Reinventing the Business: growth that is born from innovation
There is a comfortable idea that many organizations still maintain: growth is a natural consequence of what they already do well. But the data shows exactly the opposite. According to PwC, we are entering a decade of “value in motion”, where around 7.1 billion dollars in revenue will be redistributed as new business models replace current ones. This means one simple thing: growth will not happen within the current model. It will happen outside of it.

Image: monkeybusinessimages
Growth implies reinvention
For decades, growing meant scaling, having more customers, more markets, more efficiency. Today, growing means something different, namely repositioning the business to where the value is migrating. And this movement is being driven by two structural forces:
- Artificial Intelligence and advanced technologies: with the potential to increase the global economy by around 15% by 2035;
- Climate change: which could reduce global growth by around 7% if not managed strategically. In other words, the same context that creates opportunities also creates risk, which leads companies to have to decide which side they want to be on. The evidence is clear: those who innovate grow, those who do not innovate stagnate.
The State of Innovation 2025 report reinforces this reality with concrete data: innovative companies grow on average 7% in sales, non-innovative companies practically do not grow (0.4%). Furthermore, the so-called frontier firms (those leading innovation) show even higher growth and greater investment intention, which makes us wonder if this situation is a coincidence or a strategy?

Value is moving
In its study, PwC leaves no room for doubt, we are witnessing a reconfiguration of industries and businesses, where traditional boundaries are disappearing, sectors are merging, and value is migrating to new “growth zones”. Companies that previously competed only in their sector now compete in broader ecosystems, with a major focus on mobility, energy, health, technology, sustainability.
In this context, the question is no longer “How can I grow in my market?” and has become “Where is the new market that I must compete in?”. Of course, not all companies manage to make the leap, making some mistakes, for example: Optimizing instead of reinventing, where improving what exists is no longer enough, and companies that focus only on efficiency can become faster… but be heading in the wrong direction; Treating innovation as a project, and not as a strategy. Innovation must be more than a laboratory, it is a central strategic decision, many of the organizations that grow integrate innovation into their business model, culture and leadership; Underestimating the speed of change. Transformation is not linear, companies that react late face a critical problem: when they decide to change, the market has already changed again.

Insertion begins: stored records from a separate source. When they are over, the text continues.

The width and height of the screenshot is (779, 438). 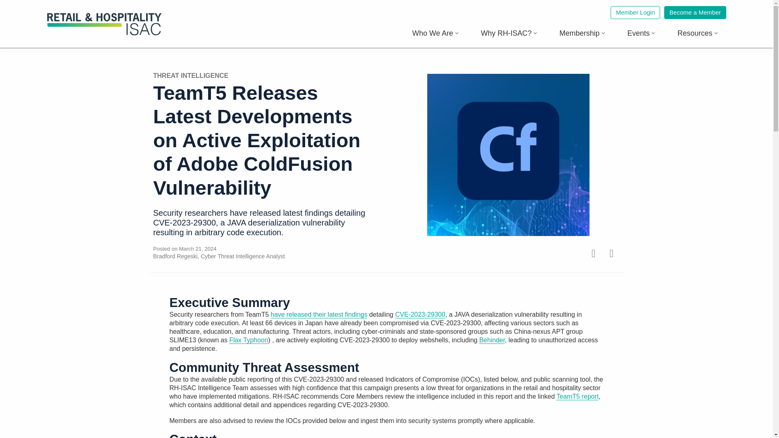 What do you see at coordinates (104, 33) in the screenshot?
I see `RH-ISAC` at bounding box center [104, 33].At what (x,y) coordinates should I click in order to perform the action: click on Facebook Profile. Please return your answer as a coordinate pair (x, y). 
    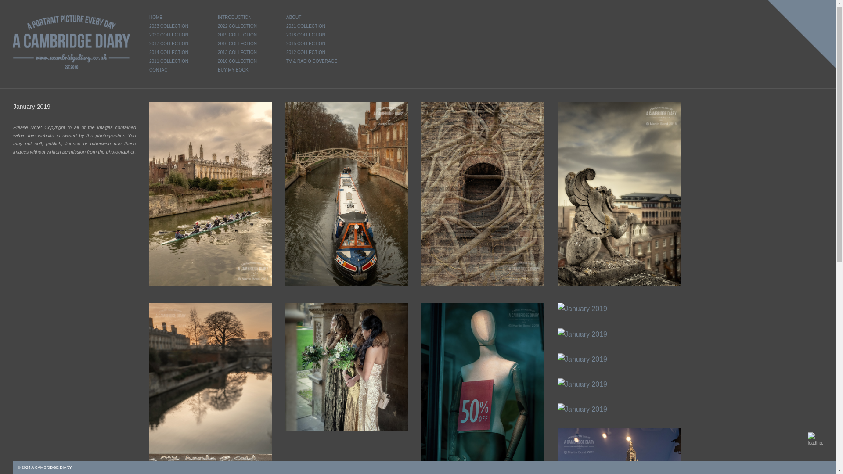
    Looking at the image, I should click on (828, 467). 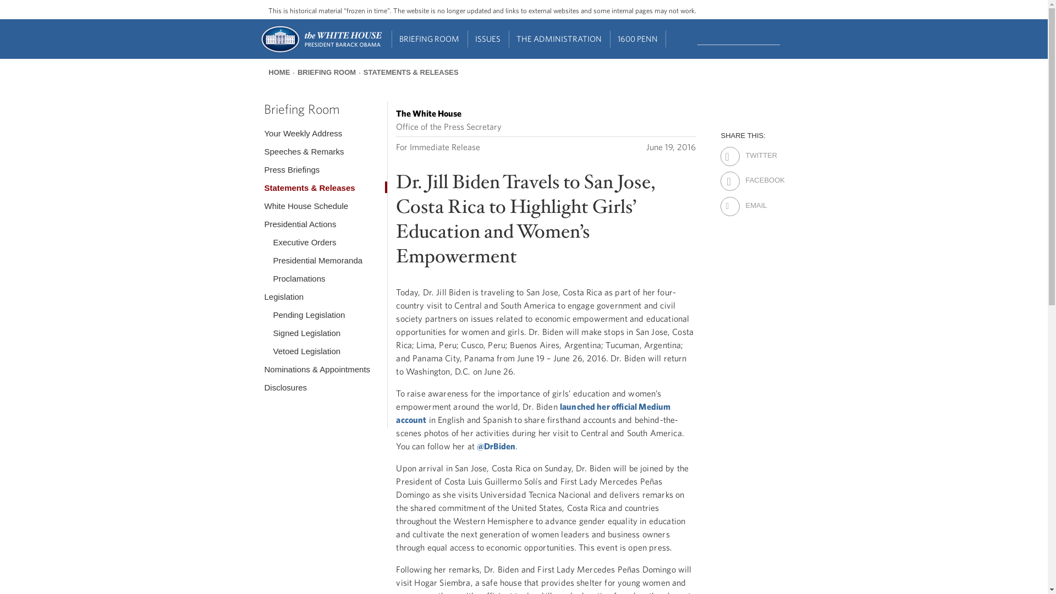 I want to click on Search, so click(x=781, y=37).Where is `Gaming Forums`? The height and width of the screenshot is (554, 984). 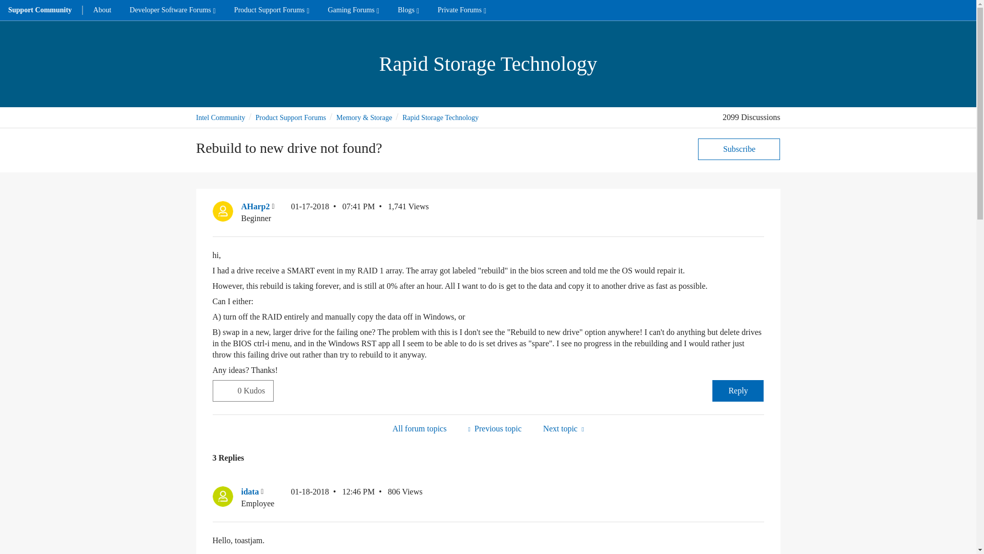
Gaming Forums is located at coordinates (354, 10).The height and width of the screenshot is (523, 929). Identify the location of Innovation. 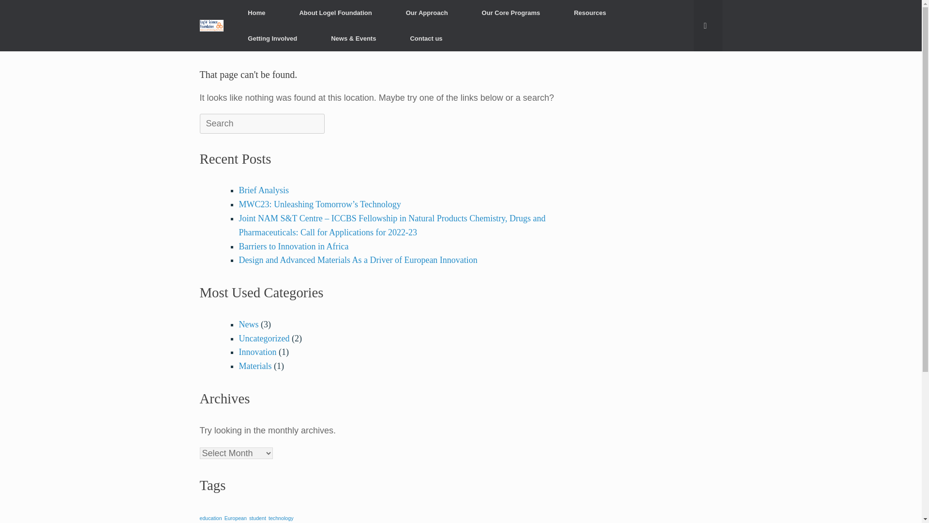
(257, 351).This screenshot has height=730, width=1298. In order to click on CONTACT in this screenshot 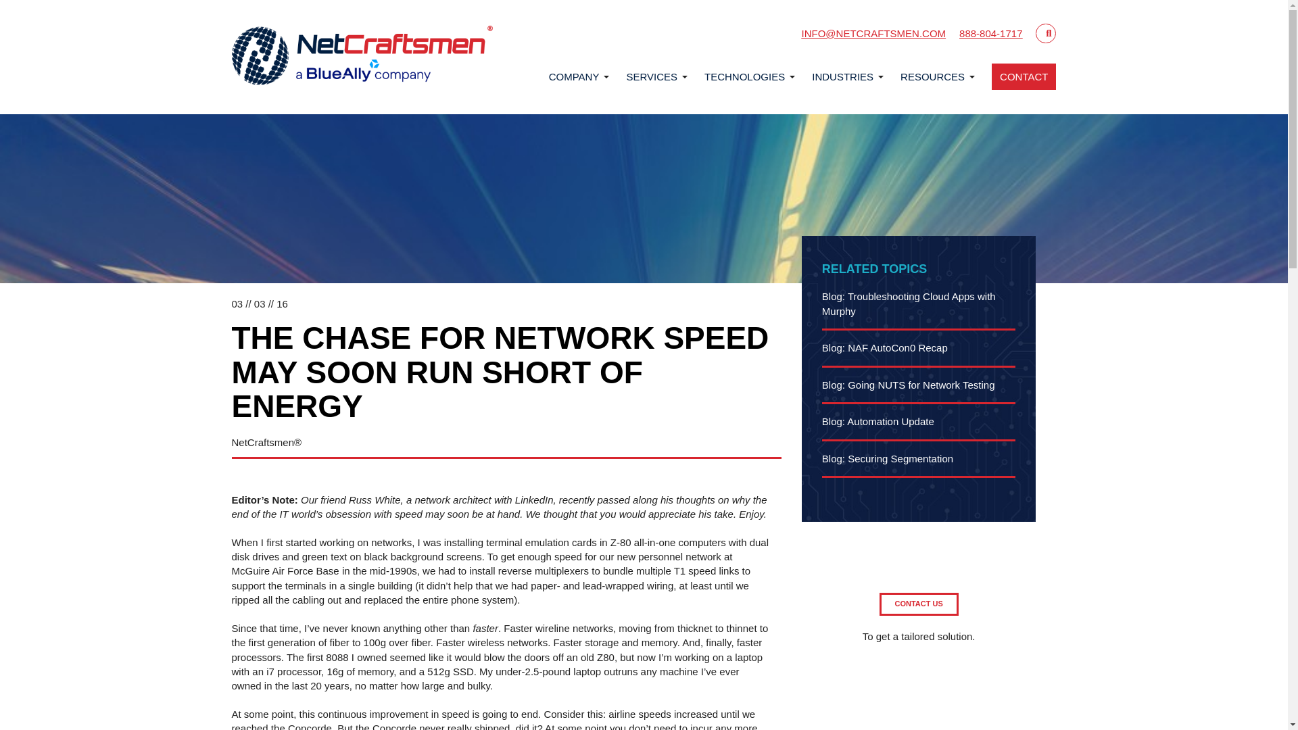, I will do `click(1024, 76)`.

The role of leadership: creating growth where it does not yet exist
Reinventing the business requires a new type of leadership, not centered on control, but on vision, not only looking at the present, but at what is emerging and happening. Leaders who are gaining an advantage base their actions on four fundamental vectors:
- they identify early where value is migrating;
- they invest before it is comfortable;
- they accept that part of the current business will have to disappear;
- they create cultures that encourage experimentation.
They are leaders who understand that it is not possible to grow keeping everything the same, and who know that one of the biggest mistakes is to romanticize innovation, it is not spontaneous creativity, it is above all discipline, strategy and vision, it is the ability to transform ideas into value. The next decade will not be defined by the most efficient companies, but rather by those that know how to reinvent themselves, it is in the space between what the company is today and what it has the courage to become.
Article by Sérgio Almeida, in partnership with Vida Económica.